1. Which generation of a plant is diploid and
which is haploid?
The sporophyte is diploid and the gametophyte is haploid
2. Which generation produces gametes?
The gametophyte
3. What does the sporophyte produce?
Spores
4. What process produces spores?
Meoisis
What Plants Need To Survive
1. Water and minerals for the survival of their cells
2. Gas exchange to support cellular respiration
3. Movement of water and nutrients to carry upward from the
soil to the leaves.
4. Sunlight for photosynthesis
Early plants
• The first plants evolved from algae
Algae
Plants
• Study the picture above how are green algae and
plants alike?
Both have chlorophyll, stores carbohydrates, and
have cell walls.
Figure 22–6 (Pg. 554)
What are the four
Plant
Groups
Main groups of plants?
What do mosses
What do mosses
and their relative
and
their relatives
lack that all other
lack
thathave?
all other
plants
Mosses, Ferns,
Cone-bearing, and
Flower-bearing plants
plants have?
Flowering
plants
Vascular Tissue
Cone-bearing
plants
Ferns and
their relatives
Flowers; Seeds
Enclosed in Fruit
Mosses and
their relatives
Seeds
Water-Conducting
(Vascular) Tissue
Green algae
ancestor
How do the seeds of flowering
plants differ from the seeds of
cone-bearing plants?
Flowering plants have
seeds enclosed in fruit
Bryophytes
• Are non-vascular plants-lacking vascular tissue that does
not conduct water or nutrients.
• Depends on water for reproduction producing sperm that
must swim in the water to
fertilize a egg
• Absorbs water
by osmosis
• Includes mosses,
liverworts, and
hornworts
Mosses
• Most common bryophytes
• Grown in areas that are
abundant in water
• Can survive in polar
regions
• Contain rhizoids-are long,
thin cells that anchor them into
the ground and absorb water and
minerals from surrounding soil.
• Water moves from cell to cell
by the rhizoids.
Capsule
Sporophyte
Stalk
Stemlike
structure
Leaflike
structure
Rhizoids
Gametophyte
Section 22-2
Figure 22–11
The Life Cycle of a Moss
Haploid (N)
Diploid (2N)
MEIOSIS
Spores
(N)
Protonema
(young gametophyte)
(N)
Male
gametophyte
Female
gametophyte
Mature
sporophyte
(2N)
Capsule
(sporangium)
Gametophyte
(N)
Antheridia
Young
sporophyte
(2N)
Sperm
(N)
Archegonia
Zygote
(2N)
Gametophyte
(N)
Sperm
(N)
Egg
(N)
FERTILIZATION
Seedless Vascular Plants
• Established a evolutionary transport system
• Tracheids is a new type of cell specialized to conduct
water.
• These tracheids was the key cell in xylem a transport
subsystem that carries water upwards from the roots to
every part of the plants.
• Phloem transports nutrients and carbohydrates produced
by photosynthesis.
• Both of vascular tissue the xylem and the phloem can move
fluids through the plant body even against gravity.
Seedless Vascular plant
• Club mosses
• Horsetails
• Ferns-have true vascular tissue, strong roots, and
creeping underground stems called rhizomes and
large leaves called fronds
-can live in areas with
little light and are mostly
wet or seasonally wet.
Horsetail and Fern
• Eat Your Seeds!
Interest Grabber
• A seed contains both the embryo of a plant and a food supply for that
plant. If you have eaten corn, you’ve eaten a seed. Do you like
hamburger buns with sesame seeds on them? That’s another kind of
seed you’ve eaten.
• After you answer the following questions, exchange papers with a partner
to see how many of the same seeds you listed.
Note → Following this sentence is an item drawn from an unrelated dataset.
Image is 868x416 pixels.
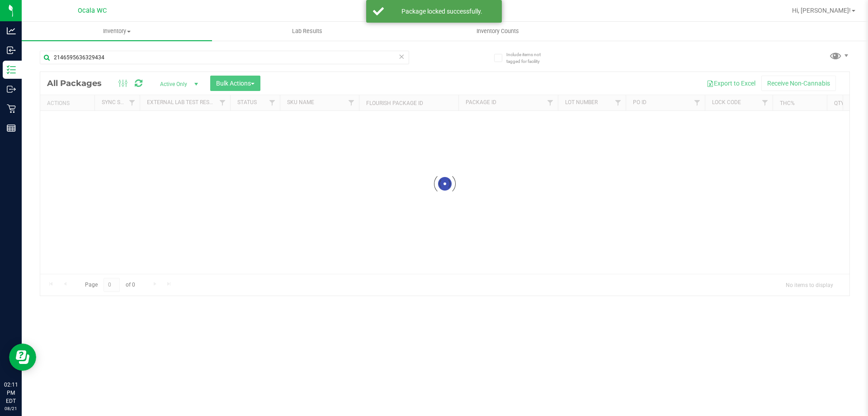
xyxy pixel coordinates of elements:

1. In addition to sesame seeds, what are some other seeds that are found in or on top of loaves
2.
3.
4.
5.
of bread?
Most students will list poppy seeds and caraway seeds. In addition, some “multi-grain” breads
contain millet and flax seeds.
In addition to corn, what are some other seeds that are eaten as “vegetables”?
Peas and all types of beans, such as lima beans, black beans, kidney beans, and so on
What are some seeds that you have eaten as snack foods?
Sunflower seeds, pumpkin seeds, peanuts
What types of nutrients are found in seeds?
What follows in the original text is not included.